The big exception is Amazon. With the Kindle Fire, which was introduced few years back, it is pressing forward with a full-fledged ecosystem strategy. It is pairing substantial carry-over (the entire range of its e-book activities coupled with current users’ e-book libraries) with substantial investment. Amazon is sacrificing hardware margins to position the Fire as a low-priced tablet and is subsidising the participation of book publishers and movie studios in order to allow its core Amazon Prime customers to access books and videos with the device.

It pursued this very same course with great success when it launched the original Kindle in 2007. The big difference is that the eReader market of 2007 was an open field; the tablet market of 2011 had a dominant giant. Jump-starting a competitive value proposition, this time around it required a significantly larger ecosystem footprint and, as Amazon’s investors know all too well, a significantly larger investment.

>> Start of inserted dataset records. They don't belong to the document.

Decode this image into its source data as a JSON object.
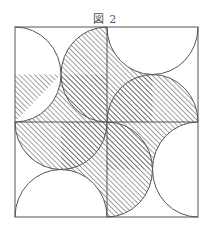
{
  "figure": {
    "title": "図 2",
    "colors": {
      "line": "#555555",
      "hatch": "#555555",
      "background": "#ffffff"
    }
  }
}
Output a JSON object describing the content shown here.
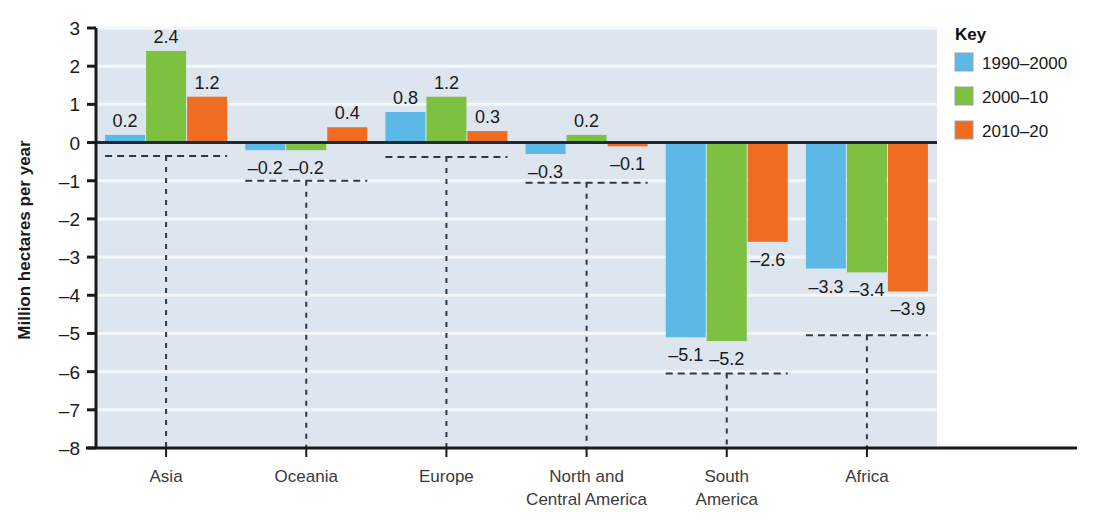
{
  "chart_data": {
    "type": "bar",
    "title": "",
    "xlabel": "",
    "ylabel": "Million hectares per year",
    "categories": [
      "Asia",
      "Oceania",
      "Europe",
      "North and Central America",
      "South America",
      "Africa"
    ],
    "category_lines": [
      [
        "Asia"
      ],
      [
        "Oceania"
      ],
      [
        "Europe"
      ],
      [
        "North and",
        "Central America"
      ],
      [
        "South",
        "America"
      ],
      [
        "Africa"
      ]
    ],
    "series": [
      {
        "name": "1990–2000",
        "color": "#5cb9e6",
        "values": [
          0.2,
          -0.2,
          0.8,
          -0.3,
          -5.1,
          -3.3
        ]
      },
      {
        "name": "2000–10",
        "color": "#7cc142",
        "values": [
          2.4,
          -0.2,
          1.2,
          0.2,
          -5.2,
          -3.4
        ]
      },
      {
        "name": "2010–20",
        "color": "#ef6c20",
        "values": [
          1.2,
          0.4,
          0.3,
          -0.1,
          -2.6,
          -3.9
        ]
      }
    ],
    "value_labels": [
      [
        "0.2",
        "2.4",
        "1.2"
      ],
      [
        "–0.2",
        "–0.2",
        "0.4"
      ],
      [
        "0.8",
        "1.2",
        "0.3"
      ],
      [
        "–0.3",
        "0.2",
        "–0.1"
      ],
      [
        "–5.1",
        "–5.2",
        "–2.6"
      ],
      [
        "–3.3",
        "–3.4",
        "–3.9"
      ]
    ],
    "ylim": [
      -8,
      3
    ],
    "ytick_values": [
      3,
      2,
      1,
      0,
      -1,
      -2,
      -3,
      -4,
      -5,
      -6,
      -7,
      -8
    ],
    "ytick_labels": [
      "3",
      "2",
      "1",
      "0",
      "–1",
      "–2",
      "–3",
      "–4",
      "–5",
      "–6",
      "–7",
      "–8"
    ],
    "grid": true,
    "plot_background": "#dde5ee",
    "gridline_color": "#f4f7fa",
    "zero_line_color": "#1c2a3a",
    "legend_position": "right"
  },
  "legend": {
    "title": "Key",
    "entries": [
      {
        "label": "1990–2000",
        "color": "#5cb9e6"
      },
      {
        "label": "2000–10",
        "color": "#7cc142"
      },
      {
        "label": "2010–20",
        "color": "#ef6c20"
      }
    ]
  }
}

Amazon is differentiating itself from Apple in terms of both its footprint and profit model. Apple captures the bulk of its profits the moment an iPad is sold, while its partners capture value over time as users consume services. In contrast, Amazon’s profits accrue over the lifetime of the customer with every on-platform purchase. In this regard, Amazon’s incentives seem more aligned with those of its media partners (‘we win together over time’) than Apple’s with its partners (‘I win first; you later... maybe’).

Aligning, enticing, and – occasionally – subsidising partners are the new ante in the ecosystem game. Amazon and Apple will go down as case studies in alternative strategies for succeeding in ecosystems. Their product-focused rivals will illustrate what it means to be ‘stuck in the middle’.